What are the potential policy implications of your findings?

If we can better explain how norms affect or make sudden, non-incremental policy change possible, we can increase the chances of more significant political steps required to address problems like climate change.

Similarly, if we can better understand how norms and values shape individual behavior, we can improve policy designs to shape those behaviors to go beyond economic incentives and be more effective on issues ranging from energy conservation to protecting endangered species and habitats on private lands.

 

Why are these big questions important right now, at this political, economic and environmental moment?

Climate change is clearly a defining environmental crisis for our time. Any work that can help us understand what makes more ambitious climate change policies realistic politically is therefore crucial.

In addition, there is growing recognition among academics and policymakers that although economic incentives are very powerful at influencing behavior, they are also limited in important ways when they conflict with deeply held norms and values. To get the most out of economic approaches to solving environmental (and other) challenges through policy, we have to better understand how those economic incentives interact with non-economic factors shaping our behavior.

 

The Fulbright program is about academic exchange and cross-border collaboration and understanding. What lessons from the American experience can be applied in Canada?

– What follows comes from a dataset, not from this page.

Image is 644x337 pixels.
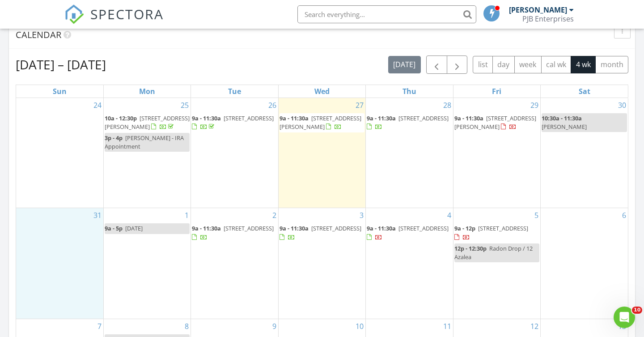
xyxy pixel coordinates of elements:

I believe that a number of the lessons I have developed regarding principles for a more politically successful carbon pricing policy are likely to also apply in Canada. Of course, norms of fairness and other factors vary between our countries (and within regions of both countries). However, my expectation is that there is sufficient overlap – for example in the norms of fairness that were important to policy success in a program like RGGI – that should also be important in many Canadian carbon pricing contexts.  So far, my initial work in Canada suggests that those overlaps do indeed exist, although with important limitations.  Part of the excitement of the Fulbright program for my project is that my research is fundamentally grounded in understanding how key cultural ideas about fairness and environmental equity affect politics, and therefore how those cultural ideas vary across nations and regions.

 

What do you hope to bring back to your work at Purdue from your time here at SPI?

I see my work at SPI during the Fulbright as the start of a larger research agenda on Canadian climate policies related to economic incentives. I will bring new contacts from Canada, including SPI, back with me to Purdue as I continue to pursue this research on factors explaining the political success or failure of different Canadian carbon pricing policy approaches. This would include through the new SPI Greening Growth Partnership grant, which I have been lucky to be a part of.

 

What topics or research areas excite and captivate you moving forward?

Understanding how change advocates can use the power of ideas to create substantial and lasting political change is exciting.  I am fascinated by how certain ideas about fairness or justice in particular can overcome significant economic incentives and political forces aligned against policy change.  Continuing to try to understand that process and explain it in the context of pressing global environmental challenges is something I continue to hope to do going forward.

I also really enjoy understanding how people think about fairness, especially in terms of property rights and the right to access different environmental resources. This is a rich area of political philosophy, which I have studied, and it is quite exciting to see many of those philosophical ideas from scholars ranging from Locke to Hegel to modern legal scholar Morris Cohen all appearing in contemporary arguments about pressing issues of limiting access to different environmental resources, such as the atmospheric capacity to absorb carbon safely.